A full 38% of the county’s proposed 2019-20 budget is eaten up by employee pensions, retirement, health insurance and payment on old debt, eroding the ability of the County Council and administration to pay for new services and initiatives.
Several council members chafed against the budgetary restrictions Tuesday as Mayor Harry Kim kicked off three days of council departmental budget reviews. Kim took a laissez faire approach.
“Each department was told to present to you as openly as possible their budget and justify their budget to you for review and adjustments if necessary,” Kim said. “It is not the administration that tells the departments what their priorities are and what their needs are. It’s up to the departments to justify their budgets.”
The proposed $573.5 million general fund operating budget for the fiscal year that starts July 1 is a 10.7% increase from this year. But it’s expected to go up in a revised budget Kim is scheduled to unveil May 5 because of additional revenue from a general excise tax increase that kicks in Jan. 1.
The council, sitting as the Finance Committee, had no specific questions for Kim, but had plenty for specific departments, even as several council members lamented the lack of what they saw as big picture planning. Council members said they want to see outcomes when public money is spent, not just outputs.
“We’re getting to what appears to be a very unsustainable model,” said Hilo Councilwoman Sue Lee Loy. “We need to start shifting to a better model.”
Kohala Councilman Tim Richards said the budget is 25% more than the budget when he took office less than three years ago. He said the main problem is the “silo that we lock ourselves into.”
“We’re looking at ways to be more efficient. I don’t know how were going to get there under this current budget processes,” Richards said. “What I’m looking for is a way to have better conversations and create those efficiencies we keep talking about, but we’re not having those conversations.”
Richards, along with Lee Loy, Puna Councilwoman Ashley Kierkiewicz and Kona Councilwoman Rebecca Villegas, are members of an ad hoc committee researching the budget in behind-the-scenes meetings. Any recommendations they make will come before the full council and be available to the public.
Finance Director Deanna Sako said some of the ideas council members brought up Tuesday are difficult to implement. Attempting to incentivize businesses into participating with the county in public-private partnerships could jeopardize bond funding, she said.
“We have to be cautious because it’s public funding,” Sako said. “We do have attorneys working on these types of things.”
Council suggestions for employees to share duties across departmental lines to increase coordination and make the government more efficient also drew doubt from Sako.
“We’ve tried in the past; some of those get held up by union issues,” Sako said, adding, “I think in this administration, department heads do work more closely than other times.”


> _REQUIREMENT_: Search the material for the word "digestive" and report each line where it turns up.

|---|

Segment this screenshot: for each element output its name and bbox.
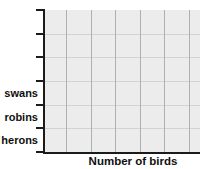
y-axis-tick xyxy=(36,127,44,129)
x-axis-title: Number of birds xyxy=(60,155,200,167)
v-gridline xyxy=(91,10,92,152)
v-gridline xyxy=(140,10,141,152)
h-gridline xyxy=(45,105,200,106)
y-axis-tick xyxy=(36,151,44,153)
y-axis-tick xyxy=(36,9,44,11)
h-gridline xyxy=(45,128,200,129)
v-gridline xyxy=(66,10,67,152)
y-axis-tick xyxy=(36,56,44,58)
h-gridline xyxy=(45,81,200,82)
v-gridline xyxy=(115,10,116,152)
h-gridline xyxy=(45,57,200,58)
x-axis-line xyxy=(43,152,200,154)
v-gridline xyxy=(164,10,165,152)
bird-count-chart: swans robins herons Number of birds xyxy=(0,0,200,169)
h-gridline xyxy=(45,34,200,35)
category-label-swans: swans xyxy=(4,87,38,99)
y-axis-tick xyxy=(36,80,44,82)
category-label-herons: herons xyxy=(1,134,38,146)
v-gridline xyxy=(189,10,190,152)
y-axis-tick xyxy=(36,104,44,106)
plot-area xyxy=(45,10,200,152)
y-axis-tick xyxy=(36,33,44,35)
category-label-robins: robins xyxy=(4,111,38,123)
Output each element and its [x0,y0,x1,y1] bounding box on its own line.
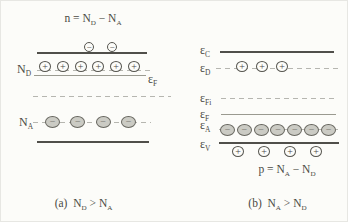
panel-a-intrinsic-level-dashed-line [33,96,171,97]
panel-b-intrinsic-fermi-dashed-line [221,98,338,99]
panel-b-ionized-acceptor-row: −−−−−−− [220,124,336,136]
donor-plus-circle-icon: + [75,61,87,72]
donor-plus-circle-icon: + [236,61,248,72]
hole-plus-circle-icon: + [232,146,244,157]
panel-b-ionized-donor-row: +++ [236,61,288,72]
panel-a-donor-label: ND [17,63,31,75]
energy-band-diagram-figure: n = ND − NA −− ND ++++++ εF NA −−−− (a) … [0,0,348,222]
donor-plus-circle-icon: + [39,61,51,72]
acceptor-minus-circle-icon: − [121,116,136,128]
electron-minus-circle-icon: − [107,42,117,52]
panel-b-caption: (b) NA > ND [235,198,320,210]
donor-plus-circle-icon: + [57,61,69,72]
donor-plus-circle-icon: + [256,61,268,72]
panel-a-ionized-donor-row: ++++++ [39,61,140,72]
panel-a-ionized-acceptor-row: −−−− [45,116,136,128]
panel-b-conduction-band-line [220,51,334,53]
panel-a-caption: (a) ND > NA [41,198,126,210]
panel-b-hole-row: ++++ [232,146,322,157]
hole-plus-circle-icon: + [284,146,296,157]
donor-plus-circle-icon: + [110,61,122,72]
panel-a-valence-band-line [37,141,149,143]
panel-a-acceptor-label: NA [19,116,33,128]
acceptor-minus-circle-icon: − [304,124,319,136]
panel-b-intrinsic-fermi-label: εFi [200,92,211,104]
acceptor-minus-circle-icon: − [237,124,252,136]
panel-b-acceptor-level-label: εA [200,119,210,131]
panel-b-valence-label: εV [200,138,210,150]
acceptor-minus-circle-icon: − [96,116,111,128]
acceptor-minus-circle-icon: − [254,124,269,136]
panel-a-electron-row: −− [84,42,117,52]
panel-a-fermi-level-line [34,75,146,76]
acceptor-minus-circle-icon: − [70,116,85,128]
panel-b-equation: p = NA − ND [247,164,327,176]
panel-b-valence-band-line [219,142,339,144]
hole-plus-circle-icon: + [258,146,270,157]
electron-minus-circle-icon: − [84,42,94,52]
donor-plus-circle-icon: + [276,61,288,72]
acceptor-minus-circle-icon: − [270,124,285,136]
donor-plus-circle-icon: + [92,61,104,72]
panel-a-conduction-band-line [37,52,147,54]
acceptor-minus-circle-icon: − [287,124,302,136]
panel-a-title: n = ND − NA [54,13,132,25]
donor-plus-circle-icon: + [128,61,140,72]
panel-b-fermi-level-line [221,114,336,115]
panel-b-donor-level-label: εD [200,62,210,74]
panel-a-fermi-label: εF [148,73,157,85]
acceptor-minus-circle-icon: − [45,116,60,128]
panel-b-conduction-label: εC [200,44,210,56]
acceptor-minus-circle-icon: − [220,124,235,136]
hole-plus-circle-icon: + [310,146,322,157]
acceptor-minus-circle-icon: − [321,124,336,136]
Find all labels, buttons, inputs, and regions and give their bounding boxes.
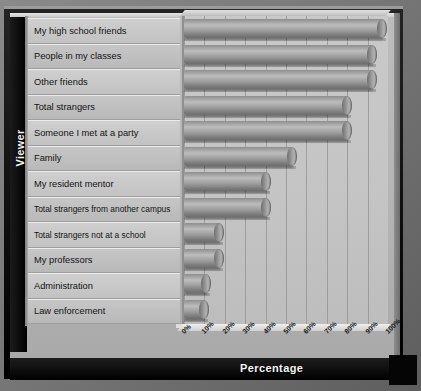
category-label-row: Law enforcement: [28, 299, 180, 325]
category-label: My high school friends: [34, 26, 127, 36]
bar-cap: [287, 147, 297, 166]
bar: [184, 274, 206, 293]
category-label: Total strangers not at a school: [34, 230, 146, 240]
bar: [184, 172, 266, 191]
category-label: Family: [34, 153, 61, 163]
bar-cap: [342, 121, 352, 140]
bar: [184, 96, 347, 115]
bar-series: [184, 16, 388, 324]
category-label: People in my classes: [34, 51, 121, 61]
frame-corner: [389, 355, 417, 385]
bar-row: [184, 220, 388, 246]
x-axis-ticks: 0%10%20%30%40%50%60%70%80%90%100%: [182, 330, 388, 358]
bar: [184, 147, 292, 166]
category-label: Law enforcement: [34, 306, 105, 316]
bar-row: [184, 67, 388, 93]
plot-area: [182, 16, 388, 324]
bar-cap: [199, 300, 209, 319]
bar-row: [184, 42, 388, 68]
category-label-row: Total strangers: [28, 95, 180, 121]
bar-row: [184, 297, 388, 323]
bar-cap: [261, 198, 271, 217]
bar: [184, 121, 347, 140]
category-label-row: My resident mentor: [28, 171, 180, 197]
category-label-row: Administration: [28, 273, 180, 299]
category-label: Total strangers from another campus: [34, 204, 170, 214]
x-axis-title: Percentage: [240, 362, 303, 374]
chart-screenshot: Viewer My high school friendsPeople in m…: [0, 0, 421, 391]
bar-shadow: [184, 319, 208, 322]
category-label: My professors: [34, 255, 92, 265]
bar-cap: [367, 70, 377, 89]
category-label-row: My high school friends: [28, 18, 180, 44]
category-label-row: Total strangers from another campus: [28, 197, 180, 223]
bar-row: [184, 246, 388, 272]
bar-cap: [377, 19, 387, 38]
bar-cap: [367, 45, 377, 64]
bar-row: [184, 169, 388, 195]
bar-row: [184, 93, 388, 119]
bar: [184, 70, 372, 89]
bar-cap: [261, 172, 271, 191]
category-label-row: Family: [28, 146, 180, 172]
category-label-row: People in my classes: [28, 44, 180, 70]
bar: [184, 300, 204, 319]
bar: [184, 249, 219, 268]
bar-cap: [342, 96, 352, 115]
category-label-row: Other friends: [28, 69, 180, 95]
bar: [184, 198, 266, 217]
frame-highlight: [4, 6, 403, 9]
category-label-row: Total strangers not at a school: [28, 222, 180, 248]
category-label: Someone I met at a party: [34, 128, 138, 138]
category-label-row: Someone I met at a party: [28, 120, 180, 146]
category-label-column: My high school friendsPeople in my class…: [28, 18, 180, 324]
category-label: My resident mentor: [34, 179, 114, 189]
category-label-row: My professors: [28, 248, 180, 274]
bar-cap: [201, 274, 211, 293]
bar-cap: [214, 223, 224, 242]
plate-right-edge: [394, 13, 400, 365]
category-label: Other friends: [34, 77, 88, 87]
category-label: Administration: [34, 281, 93, 291]
x-axis-strip: [10, 358, 400, 380]
bar: [184, 19, 382, 38]
bar-row: [184, 144, 388, 170]
bar-row: [184, 271, 388, 297]
category-label: Total strangers: [34, 102, 95, 112]
bar: [184, 223, 219, 242]
bar-row: [184, 118, 388, 144]
bar: [184, 45, 372, 64]
bar-row: [184, 16, 388, 42]
bar-row: [184, 195, 388, 221]
bar-cap: [214, 249, 224, 268]
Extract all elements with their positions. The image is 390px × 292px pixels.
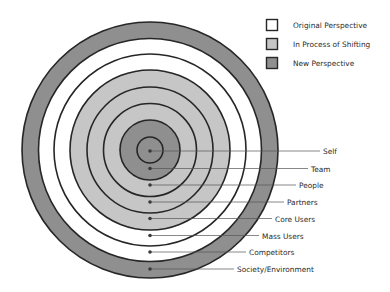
label-self: Self — [323, 147, 337, 156]
dot-team — [148, 167, 152, 171]
dot-society — [148, 267, 152, 271]
dot-core-users — [148, 217, 152, 221]
label-core-users: Core Users — [275, 215, 315, 224]
label-team: Team — [310, 165, 331, 174]
label-society-environment: Society/Environment — [237, 265, 314, 274]
legend-label-original: Original Perspective — [293, 21, 368, 30]
legend: Original Perspective In Process of Shift… — [267, 20, 371, 69]
label-partners: Partners — [287, 198, 318, 207]
legend-swatch-new — [267, 58, 278, 69]
legend-label-shifting: In Process of Shifting — [293, 40, 371, 49]
dot-people — [148, 183, 152, 187]
legend-swatch-original — [267, 20, 278, 31]
label-competitors: Competitors — [249, 248, 295, 257]
dot-competitors — [148, 250, 152, 254]
dot-self — [148, 149, 152, 153]
dot-mass-users — [148, 234, 152, 238]
legend-swatch-shifting — [267, 39, 278, 50]
label-mass-users: Mass Users — [262, 232, 304, 241]
label-people: People — [299, 181, 324, 190]
dot-partners — [148, 200, 152, 204]
legend-label-new: New Perspective — [293, 59, 355, 68]
concentric-perspective-diagram: Self Team People Partners Core Users Mas… — [0, 0, 390, 292]
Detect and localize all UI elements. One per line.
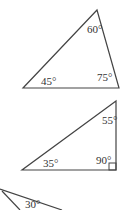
angle-label-bottom-left: 35° (43, 157, 58, 169)
angle-label-bottom-left: 45° (41, 75, 56, 87)
triangles-diagram: 60° 45° 75° 55° 35° 90° 30° (0, 0, 129, 210)
triangle-3: 30° (0, 189, 62, 210)
angle-label-top: 60° (87, 23, 102, 35)
triangle-1: 60° 45° 75° (23, 10, 119, 88)
angle-label-top: 55° (102, 114, 117, 126)
angle-label-bottom-right: 75° (97, 71, 112, 83)
triangle-2: 55° 35° 90° (22, 101, 117, 170)
angle-label-partial: 30° (25, 198, 40, 210)
triangle-3-edge-bottom (2, 191, 20, 210)
angle-label-right-angle: 90° (96, 154, 111, 166)
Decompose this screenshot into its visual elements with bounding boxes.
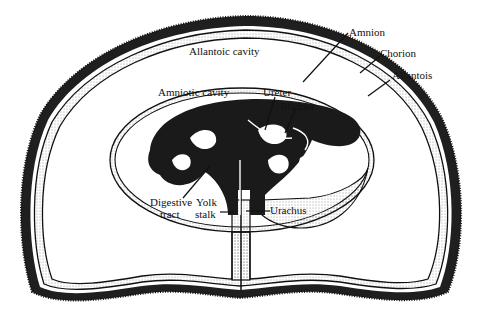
label-amnion: Amnion <box>349 26 386 38</box>
label-amniotic-cavity: Amniotic cavity <box>158 86 230 98</box>
label-ureter: Ureter <box>263 86 291 98</box>
label-urachus: Urachus <box>270 204 307 216</box>
label-chorion: Chorion <box>380 47 417 59</box>
label-digestive-tract-line1: Digestive <box>150 196 192 208</box>
label-yolk-stalk-line1: Yolk <box>196 196 217 208</box>
label-digestive-tract-line2: tract <box>160 208 180 220</box>
label-allantoic-cavity: Allantoic cavity <box>189 45 260 57</box>
embryo-membranes-diagram: Amnion Chorion Allantois Allantoic cavit… <box>0 0 485 326</box>
label-bladder: Bladder <box>280 100 315 112</box>
label-yolk-stalk-line2: stalk <box>195 208 216 220</box>
label-allantois: Allantois <box>392 69 432 81</box>
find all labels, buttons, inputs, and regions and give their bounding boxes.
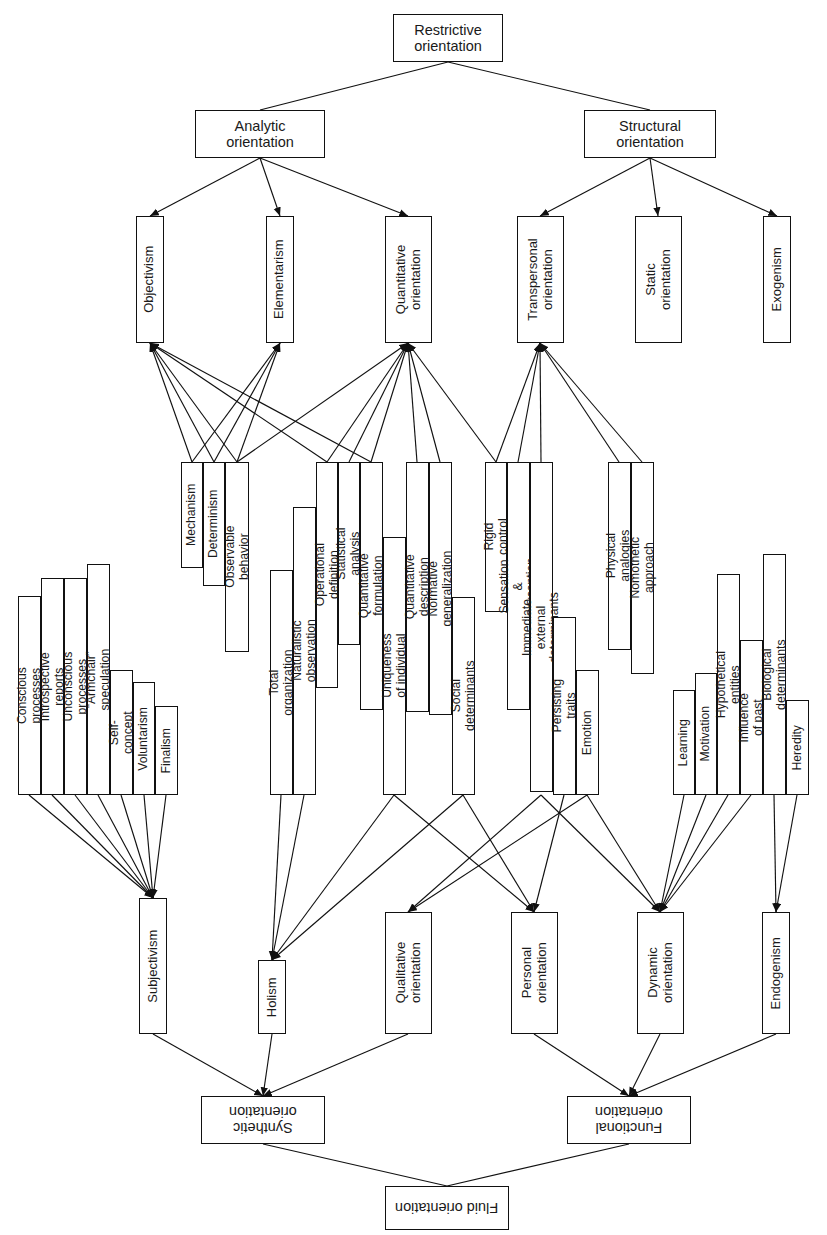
edge xyxy=(263,1144,447,1186)
node-persisting[interactable]: Persisting traits xyxy=(553,617,576,795)
edge xyxy=(408,795,541,912)
edge xyxy=(518,343,540,462)
node-structural[interactable]: Structural orientation xyxy=(584,110,716,158)
edge xyxy=(394,795,534,912)
edge xyxy=(660,795,684,912)
node-biological[interactable]: Biological determinants xyxy=(763,554,786,795)
node-label: Subjectivism xyxy=(146,930,161,1003)
node-functional[interactable]: Functional orientation xyxy=(567,1096,691,1144)
node-label: Exogenism xyxy=(770,247,785,311)
edge xyxy=(260,158,280,216)
node-finalism[interactable]: Finalism xyxy=(155,706,178,795)
node-objectivism[interactable]: Objectivism xyxy=(136,216,164,343)
node-label: Observable behavior xyxy=(223,526,250,588)
node-label: Uniqueness of individual xyxy=(381,634,408,698)
edge xyxy=(52,795,153,898)
edge xyxy=(650,158,777,216)
node-nomothetic[interactable]: Nomothetic approach xyxy=(631,462,654,674)
node-label: Naturalistic observation xyxy=(291,620,318,683)
node-observable[interactable]: Observable behavior xyxy=(225,462,249,652)
node-label: Normative generalization xyxy=(427,551,454,627)
edge xyxy=(272,795,463,960)
node-transpersonal[interactable]: Transpersonal orientation xyxy=(517,216,564,343)
edge xyxy=(327,343,408,462)
node-label: Analytic orientation xyxy=(226,118,294,150)
edge xyxy=(660,795,706,912)
edge xyxy=(541,795,660,912)
edge xyxy=(29,795,153,898)
node-holism[interactable]: Holism xyxy=(258,960,286,1034)
edge xyxy=(237,343,280,462)
node-label: Motivation xyxy=(699,706,713,762)
edge xyxy=(650,158,658,216)
node-label: Fluid orientation xyxy=(395,1200,498,1216)
node-label: Heredity xyxy=(791,725,805,770)
node-total_org[interactable]: Total organization xyxy=(270,570,293,795)
node-emotion[interactable]: Emotion xyxy=(576,670,599,795)
edge xyxy=(150,343,371,462)
node-exogenism[interactable]: Exogenism xyxy=(763,216,791,343)
node-label: Quantitative formulation xyxy=(358,553,385,618)
node-personal[interactable]: Personal orientation xyxy=(511,912,558,1034)
node-label: Persisting traits xyxy=(551,679,578,733)
node-label: Restrictive orientation xyxy=(414,22,482,54)
edge xyxy=(629,1034,660,1096)
node-voluntarism[interactable]: Voluntarism xyxy=(133,682,155,795)
node-label: Emotion xyxy=(581,710,595,755)
node-self_concept[interactable]: Self-concept xyxy=(110,670,133,795)
node-fluid[interactable]: Fluid orientation xyxy=(385,1186,509,1230)
node-analytic[interactable]: Analytic orientation xyxy=(195,110,325,158)
node-armchair[interactable]: “Armchair” speculation xyxy=(87,564,110,795)
node-immediate[interactable]: Immediate external determinants xyxy=(530,462,553,792)
edge xyxy=(534,1034,629,1096)
node-label: Finalism xyxy=(160,728,174,773)
edge xyxy=(540,343,619,462)
node-qualitative[interactable]: Qualitative orientation xyxy=(385,912,432,1034)
edge xyxy=(214,343,280,462)
edge xyxy=(448,62,650,110)
node-subjectivism[interactable]: Subjectivism xyxy=(139,898,167,1034)
node-sensation[interactable]: Sensation & perception xyxy=(507,462,530,710)
edge xyxy=(192,343,280,462)
node-dynamic[interactable]: Dynamic orientation xyxy=(637,912,684,1034)
node-label: Personal orientation xyxy=(520,943,549,1004)
node-static[interactable]: Static orientation xyxy=(635,216,682,343)
node-synthetic[interactable]: Synthetic orientation xyxy=(201,1096,325,1144)
node-label: Voluntarism xyxy=(137,707,151,771)
node-label: Synthetic orientation xyxy=(229,1104,297,1136)
edge xyxy=(260,62,448,110)
edge xyxy=(660,795,728,912)
node-label: Social determinants xyxy=(450,661,477,731)
node-hypothetical[interactable]: Hypothetical entities xyxy=(717,574,740,795)
node-label: Transpersonal orientation xyxy=(526,238,555,321)
node-social_det[interactable]: Social determinants xyxy=(452,597,475,795)
edge xyxy=(540,158,650,216)
edge xyxy=(540,343,541,462)
edge xyxy=(776,795,797,912)
node-label: Learning xyxy=(677,719,691,766)
node-label: Functional orientation xyxy=(595,1104,663,1136)
edge xyxy=(75,795,153,898)
node-endogenism[interactable]: Endogenism xyxy=(762,912,790,1034)
edge xyxy=(150,343,327,462)
node-label: Rigid control xyxy=(482,519,509,556)
node-label: Quantitative orientation xyxy=(394,245,423,314)
edge xyxy=(660,795,751,912)
node-normative[interactable]: Normative generalization xyxy=(429,462,452,715)
node-label: Qualitative orientation xyxy=(394,942,423,1003)
node-label: Structural orientation xyxy=(616,118,684,150)
edge xyxy=(774,795,776,912)
node-restrictive[interactable]: Restrictive orientation xyxy=(393,14,503,62)
edge xyxy=(150,158,260,216)
node-elementarism[interactable]: Elementarism xyxy=(266,216,294,343)
node-label: Endogenism xyxy=(769,937,784,1009)
edge xyxy=(447,1144,629,1186)
node-label: Static orientation xyxy=(644,249,673,310)
node-learning[interactable]: Learning xyxy=(673,690,695,795)
node-heredity[interactable]: Heredity xyxy=(786,700,809,795)
node-label: Objectivism xyxy=(143,246,158,313)
edge xyxy=(260,158,408,216)
node-quantitative[interactable]: Quantitative orientation xyxy=(385,216,432,343)
node-mechanism[interactable]: Mechanism xyxy=(181,462,203,568)
edge xyxy=(587,795,660,912)
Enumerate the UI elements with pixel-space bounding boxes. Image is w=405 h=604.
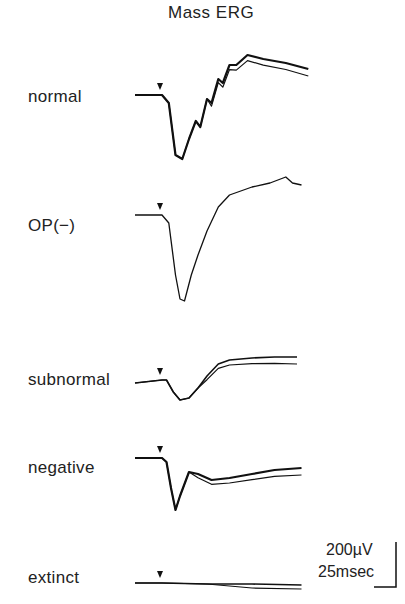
stimulus-marker-icon	[157, 446, 163, 453]
scale-bar	[374, 542, 396, 587]
stimulus-marker-icon	[157, 571, 163, 578]
stimulus-marker-icon	[157, 83, 163, 90]
stimulus-marker-icon	[157, 203, 163, 210]
trace-normal-2	[135, 61, 308, 159]
trace-normal-1	[135, 55, 308, 159]
trace-negative-2	[135, 458, 302, 510]
scale-time-label: 25msec	[318, 563, 374, 581]
erg-traces	[0, 0, 405, 604]
stimulus-marker-icon	[157, 368, 163, 375]
scale-amplitude-label: 200µV	[326, 541, 373, 559]
trace-op-1	[135, 177, 302, 301]
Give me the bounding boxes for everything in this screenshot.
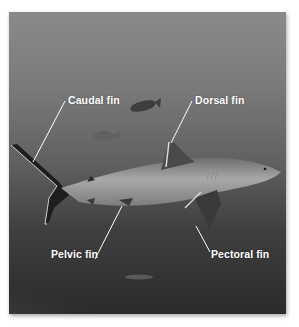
dorsal-leader-line <box>171 101 192 143</box>
caudal-fin-shape <box>11 144 69 224</box>
dorsal-fin-label: Dorsal fin <box>195 94 244 106</box>
shark-photo-frame <box>9 12 286 314</box>
pectoral-leader-line <box>196 226 210 252</box>
pelvic-fin-label: Pelvic fin <box>51 248 98 260</box>
fish-2 <box>94 131 114 141</box>
pelvic-leader-line <box>95 206 122 259</box>
caudal-leader-line <box>33 101 65 162</box>
fish-1 <box>129 98 157 114</box>
caudal-fin-label: Caudal fin <box>68 94 120 106</box>
small-shark <box>125 275 153 280</box>
shark-illustration <box>9 12 286 314</box>
pectoral-fin-label: Pectoral fin <box>211 248 269 260</box>
reef <box>9 252 139 314</box>
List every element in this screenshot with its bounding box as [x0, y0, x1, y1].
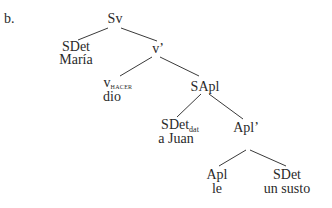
- edge-vbar-sapl: [160, 57, 199, 76]
- edge-sapl-sdetdat: [177, 94, 201, 117]
- edge-vbar-vhead: [120, 57, 152, 76]
- node-sdet-object: SDet: [273, 168, 301, 182]
- edge-aplbar-sdet: [250, 150, 286, 166]
- edge-sv-vbar: [121, 28, 157, 41]
- word-a-juan: a Juan: [158, 132, 193, 146]
- word-maria: María: [59, 53, 92, 67]
- node-v-bar: v’: [152, 42, 164, 56]
- word-un-susto: un susto: [264, 182, 310, 196]
- v-head-label: v: [104, 75, 111, 90]
- node-apl-bar: Apl’: [233, 121, 259, 135]
- node-apl-head: Apl: [207, 168, 228, 182]
- edge-aplbar-apl: [219, 150, 246, 166]
- node-sapl: SApl: [191, 80, 220, 94]
- word-dio: dio: [103, 90, 121, 104]
- edge-sapl-aplbar: [209, 94, 243, 119]
- sdet-dat-label: SDet: [161, 117, 189, 132]
- word-le: le: [212, 182, 222, 196]
- node-sv: Sv: [108, 12, 123, 26]
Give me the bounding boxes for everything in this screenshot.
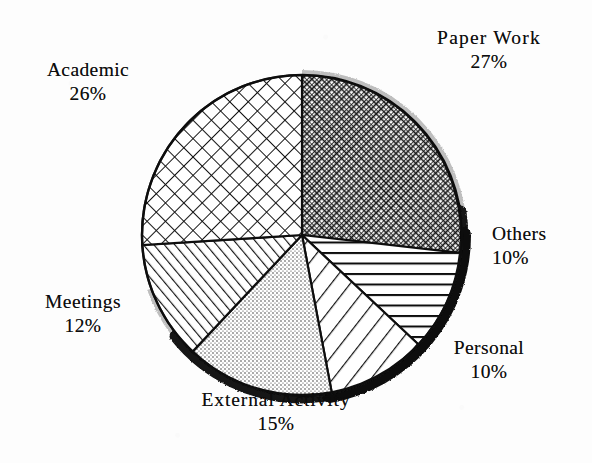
pie-label-others: Others 10% bbox=[492, 222, 588, 270]
pie-label-personal-percent: 10% bbox=[414, 360, 564, 384]
pie-label-meetings-percent: 12% bbox=[8, 314, 158, 338]
pie-label-external-activity-name: External Activity bbox=[168, 388, 384, 412]
pie-slice-paper-work[interactable] bbox=[302, 75, 461, 253]
pie-label-external-activity-percent: 15% bbox=[168, 412, 384, 436]
pie-label-others-percent: 10% bbox=[492, 246, 588, 270]
pie-label-personal: Personal 10% bbox=[414, 336, 564, 384]
pie-label-academic-name: Academic bbox=[8, 58, 168, 82]
pie-label-academic-percent: 26% bbox=[8, 82, 168, 106]
pie-label-paper-work-name: Paper Work bbox=[404, 26, 574, 50]
pie-label-paper-work-percent: 27% bbox=[404, 50, 574, 74]
pie-label-others-name: Others bbox=[492, 222, 588, 246]
pie-label-personal-name: Personal bbox=[414, 336, 564, 360]
pie-label-external-activity: External Activity 15% bbox=[168, 388, 384, 436]
pie-chart-figure: Paper Work 27% Academic 26% Others 10% M… bbox=[0, 0, 592, 463]
pie-label-meetings-name: Meetings bbox=[8, 290, 158, 314]
pie-label-paper-work: Paper Work 27% bbox=[404, 26, 574, 74]
pie-label-meetings: Meetings 12% bbox=[8, 290, 158, 338]
pie-label-academic: Academic 26% bbox=[8, 58, 168, 106]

|---|

> _RESPONSE TO THIS EXERCISE_:
label-digestive-tract-line1: Digestive <box>150 196 192 208</box>
label-digestive-tract-line2: tract <box>160 208 180 220</box>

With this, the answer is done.